Tim White:
The Blue Paintings

The blueness of Tim White's recent suite of paintings is both literal and subliminal. As if seeing the world through a particular mood or condition, the painter has calibrated the color to his vision with remarkable sensitivity.
These paintings are very much about vision itself, and only in the more recent work such as Study of a Cathedral I and II does that interest in vision translate to an interest in light, here seen through stained-glass windows. The slightly earlier paintings have a mysterious, nocturnal feeling. In Black Light, where shape and its absence, as well as movement, are suggested, the concern is with imagining how the eyes of nonhuman organisms, such as dragonflies, see. Landscape with Black Dandelions presents the flowers of the title whose very name causes a listener to think, "yellow" - as black spots against a deep blue ground. The painter deals with these objects as negative space - removed from color and daylight.

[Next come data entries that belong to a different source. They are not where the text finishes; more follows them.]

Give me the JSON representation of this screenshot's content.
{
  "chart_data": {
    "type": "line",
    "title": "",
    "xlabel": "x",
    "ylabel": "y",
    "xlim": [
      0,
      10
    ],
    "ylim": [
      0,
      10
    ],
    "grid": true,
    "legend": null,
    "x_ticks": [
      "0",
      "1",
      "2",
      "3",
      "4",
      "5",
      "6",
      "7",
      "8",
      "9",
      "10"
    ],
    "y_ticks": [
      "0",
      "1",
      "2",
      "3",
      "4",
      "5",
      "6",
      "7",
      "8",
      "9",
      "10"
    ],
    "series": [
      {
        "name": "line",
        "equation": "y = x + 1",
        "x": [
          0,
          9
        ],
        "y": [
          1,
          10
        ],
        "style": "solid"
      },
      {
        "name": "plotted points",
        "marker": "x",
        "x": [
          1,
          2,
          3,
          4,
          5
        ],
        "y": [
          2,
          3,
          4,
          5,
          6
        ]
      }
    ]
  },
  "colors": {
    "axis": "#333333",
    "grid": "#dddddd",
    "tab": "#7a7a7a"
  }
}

In more dreamlike paintings, such as Blue Bull, where the viewer comes face to face with the veiled image of a bull, the intent is neither realism, nor impressionism, nor abstraction, nor really surrealism. As Tim White puts it, "the theme is reminiscences and prototypes. . . meetings with the image of something in the air, what you are looking for and that is on your mind. . . and when struck with it, when you see slowly moving out of the fog the big blue bull of your dream, you ask yourself. . . if it does exist or just seems to for a second (you mistook something else's silhouette)".

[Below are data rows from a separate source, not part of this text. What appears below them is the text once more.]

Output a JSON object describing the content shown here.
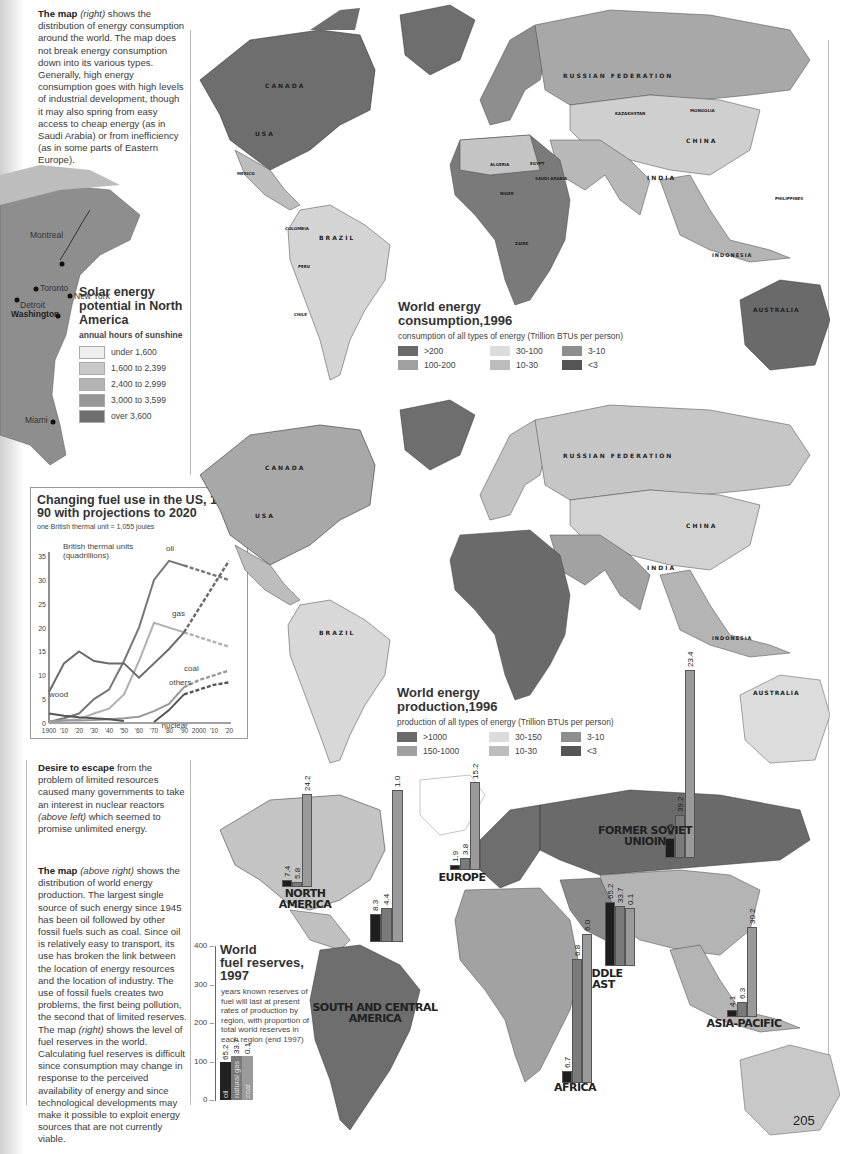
{
  "intro_text": {
    "lead": "The map",
    "lead_italic": "(right)",
    "body": "shows the distribution of energy consumption around the world. The map does not break energy consumption down into its various types. Generally, high energy consumption goes with high levels of industrial development, though it may also spring from easy access to cheap energy (as in Saudi Arabia) or from inefficiency (as in some parts of Eastern Europe)."
  },
  "solar_map": {
    "title": "Solar energy potential in North America",
    "subtitle": "annual hours of sunshine",
    "cities": [
      "Montreal",
      "Toronto",
      "New York",
      "Detroit",
      "Washington",
      "Miami"
    ],
    "legend": [
      {
        "label": "under 1,600",
        "color": "#eeeeee"
      },
      {
        "label": "1,600 to 2,399",
        "color": "#c8c8c8"
      },
      {
        "label": "2,400 to 2,999",
        "color": "#b4b4b4"
      },
      {
        "label": "3,000 to 3,599",
        "color": "#969696"
      },
      {
        "label": "over 3,600",
        "color": "#6e6e6e"
      }
    ]
  },
  "consumption_map": {
    "title_line1": "World energy",
    "title_line2": "consumption,1996",
    "subtitle": "consumption of all types of energy (Trillion BTUs per person)",
    "legend": [
      {
        "label": ">200",
        "color": "#6a6a6a"
      },
      {
        "label": "100-200",
        "color": "#a0a0a0"
      },
      {
        "label": "30-100",
        "color": "#dcdcdc"
      },
      {
        "label": "10-30",
        "color": "#bdbdbd"
      },
      {
        "label": "3-10",
        "color": "#8e8e8e"
      },
      {
        "label": "<3",
        "color": "#555555"
      }
    ],
    "country_labels": [
      "CANADA",
      "USA",
      "MEXICO",
      "VENEZUELA",
      "COLOMBIA",
      "PERU",
      "BRAZIL",
      "BOLIVIA",
      "PARAGUAY",
      "CHILE",
      "ARGENTINA",
      "RUSSIAN FEDERATION",
      "KAZAKHSTAN",
      "MONGOLIA",
      "CHINA",
      "FRANCE",
      "SPAIN",
      "TURKEY",
      "IRAN",
      "INDIA",
      "ALGERIA",
      "LIBYA",
      "EGYPT",
      "SAUDI ARABIA",
      "MALI",
      "NIGER",
      "CHAD",
      "SUDAN",
      "ETHIOPIA",
      "SOMALIA",
      "C.A.R.",
      "ZAIRE",
      "TANZANIA",
      "NAMIBIA",
      "SOUTH AFRICA",
      "PHILIPPINES",
      "MALAYSIA",
      "INDONESIA",
      "AUSTRALIA"
    ]
  },
  "fuel_chart": {
    "title": "Changing fuel use in the US, 1900-90 with projections to 2020",
    "subtitle": "one British thermal unit = 1,055 joules"
  },
  "chart_data": {
    "type": "line",
    "title": "Changing fuel use in the US, 1900-90 with projections to 2020",
    "subtitle": "one British thermal unit = 1,055 joules",
    "ylabel": "British thermal units (quadrillions)",
    "xlabel": "",
    "ylim": [
      0,
      35
    ],
    "yticks": [
      0,
      5,
      10,
      15,
      20,
      25,
      30,
      35
    ],
    "xticks": [
      "1900",
      "'10",
      "'20",
      "'30",
      "'40",
      "'50",
      "'60",
      "'70",
      "'80",
      "'90",
      "2000",
      "'10",
      "'20"
    ],
    "x": [
      1900,
      1910,
      1920,
      1930,
      1940,
      1950,
      1960,
      1970,
      1980,
      1990,
      2000,
      2010,
      2020
    ],
    "projection_start": 1990,
    "series": [
      {
        "name": "oil",
        "values": [
          0.2,
          1,
          2,
          5,
          7,
          13,
          20,
          30,
          34,
          33,
          32,
          31,
          30
        ]
      },
      {
        "name": "gas",
        "values": [
          0.2,
          0.5,
          0.8,
          2,
          3,
          6,
          13,
          21,
          20,
          19,
          18,
          17,
          16
        ]
      },
      {
        "name": "coal",
        "values": [
          6.5,
          12.5,
          15,
          13,
          12.5,
          12.5,
          9.5,
          12.5,
          15.5,
          19,
          24,
          29,
          34
        ]
      },
      {
        "name": "others",
        "values": [
          0.3,
          0.5,
          0.5,
          0.6,
          0.8,
          1,
          1.3,
          2.5,
          4,
          7.5,
          9,
          10,
          11
        ]
      },
      {
        "name": "wood",
        "values": [
          2,
          1.5,
          1.2,
          1,
          0.8,
          0.4,
          null,
          null,
          null,
          null,
          null,
          null,
          null
        ]
      },
      {
        "name": "nuclear",
        "values": [
          null,
          null,
          null,
          null,
          null,
          null,
          null,
          0.2,
          2.7,
          6,
          7,
          8,
          8.5
        ]
      }
    ],
    "grid": false,
    "legend": "inline labels"
  },
  "production_map": {
    "title_line1": "World energy",
    "title_line2": "production,1996",
    "subtitle": "production of all types of energy (Trillion BTUs per person)",
    "legend": [
      {
        "label": ">1000",
        "color": "#6a6a6a"
      },
      {
        "label": "150-1000",
        "color": "#a0a0a0"
      },
      {
        "label": "30-150",
        "color": "#dcdcdc"
      },
      {
        "label": "10-30",
        "color": "#bdbdbd"
      },
      {
        "label": "3-10",
        "color": "#8e8e8e"
      },
      {
        "label": "<3",
        "color": "#555555"
      }
    ]
  },
  "desire_text": {
    "lead": "Desire to escape",
    "body_before": "from the problem of limited resources caused many governments to take an interest in nuclear reactors",
    "italic": "(above left)",
    "body_after": "which seemed to promise unlimited energy."
  },
  "production_text": {
    "lead": "The map",
    "lead_italic": "(above right)",
    "body1": "shows the distribution of world energy production. The largest single source of such energy since 1945 has been oil followed by other fossil fuels such as coal. Since oil is relatively easy to transport, its use has broken the link between the location of energy resources and the location of industry. The use of fossil fuels creates two problems, the first being pollution, the second that of limited reserves. The map",
    "italic2": "(right)",
    "body2": "shows the level of fuel reserves in the world. Calculating fuel reserves is difficult since consumption may change in response to the perceived availability of energy and since technological developments may make it possible to exploit energy sources that are not currently viable."
  },
  "reserves_map": {
    "title_line1": "World",
    "title_line2": "fuel reserves,",
    "title_line3": "1997",
    "subtitle": "years known reserves of fuel will last at present rates of production by region, with proportion of total world reserves in each region (end 1997)",
    "axis_ticks": [
      "400",
      "300",
      "200",
      "100",
      "0"
    ],
    "key_bars": [
      {
        "fuel": "oil",
        "value": "65.2",
        "color": "#222222"
      },
      {
        "fuel": "natural gas",
        "value": "33.7",
        "color": "#7a7a7a"
      },
      {
        "fuel": "coal",
        "value": "0.1",
        "color": "#9a9a9a"
      }
    ],
    "regions": [
      {
        "name": "NORTH AMERICA",
        "oil": "7.4",
        "gas": "5.8",
        "coal": "24.2"
      },
      {
        "name": "SOUTH AND CENTRAL AMERICA",
        "oil": "8.3",
        "gas": "4.4",
        "coal": "1.0"
      },
      {
        "name": "EUROPE",
        "oil": "1.9",
        "gas": "3.8",
        "coal": "15.2"
      },
      {
        "name": "FORMER SOVIET UNIOIN",
        "oil": "6.4",
        "gas": "39.2",
        "coal": "23.4"
      },
      {
        "name": "MIDDLE EAST",
        "oil": "65.2",
        "gas": "33.7",
        "coal": "0.1"
      },
      {
        "name": "AFRICA",
        "oil": "6.7",
        "gas": "6.8",
        "coal": "6.0"
      },
      {
        "name": "ASIA-PACIFIC",
        "oil": "4.1",
        "gas": "6.3",
        "coal": "30.2"
      }
    ]
  },
  "page_number": "205"
}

White is interested in narrative, in stories, windows into the observers' thoughts and visions, as well as those of the painter. He draws a parallel to music, where "a few bars give an idea of what direction to go in, then the listener dives in." For him, the subject of his painting should be intriguing, giving "a small hint to the observer as to the direction in which their thoughts can travel."

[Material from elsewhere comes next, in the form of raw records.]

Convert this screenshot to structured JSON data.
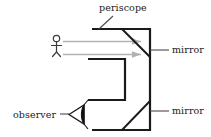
{
  "diagram": {
    "title": "periscope",
    "labels": {
      "periscope": "periscope",
      "mirror_top": "mirror",
      "mirror_bottom": "mirror",
      "observer": "observer"
    },
    "colors": {
      "outline": "#1a1a1a",
      "ray": "#b0b0b0",
      "text": "#1a1a1a",
      "leader": "#5a5a5a",
      "background": "#ffffff"
    },
    "elements": {
      "body_top_line": "top wall of periscope tube",
      "body_right_line": "right wall of periscope tube",
      "body_bottom_line": "bottom wall of periscope tube",
      "inner_bracket": "inner wall of periscope tube",
      "mirror_top_diagonal": "upper 45 degree mirror",
      "mirror_bottom_diagonal": "lower 45 degree mirror",
      "ray_upper": "upper light ray from object",
      "ray_lower": "lower light ray from object",
      "object_figure": "stick figure object being viewed",
      "observer_eye": "eye of observer"
    }
  }
}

Contrasted with the literary and philosophical side of these works is the structure and rendering. Trained as an architect, White retains a sense of geometry, even the grid, as a basic, though subtle, underpinning for his ethereal expressions. Whether in the faint forest of vertical tree trunks in the background of Blue Bull; the urban girders of Escape (where a whitish bird floats across the foreground); the line of illuminated portholes in Feeling of the Big Ship; the Gothic architecture of the cathedral paintings; or imposed, as in Restoration of a Portrait, which is seen through a canvaslike grid; the structure is always there. In the painter's more recent work, the cathedral paintings and Gold of Pre-Columbian America, the use of white as a contrasting element to the blue and black results in paintings where a broken-up, gridlike feeling is more pronounced.
An admirer of classic American abstraction - particularly the work of Richard Poussette-Dart - White can be seen moving in a more painterly direction, while retaining his interest in what he calls "mind games." Concerned to find themes that will make him feel more at home in his new environment, he has been experimenting with Pre-Columbian symbolism. The matching of new subjects to new moods and techniques will, no doubt, lead to new color concentrations. "I can imagine doing a series in red," the painter says. But as a record of this important and transitional time for the artist, one can imagine no other color but blue.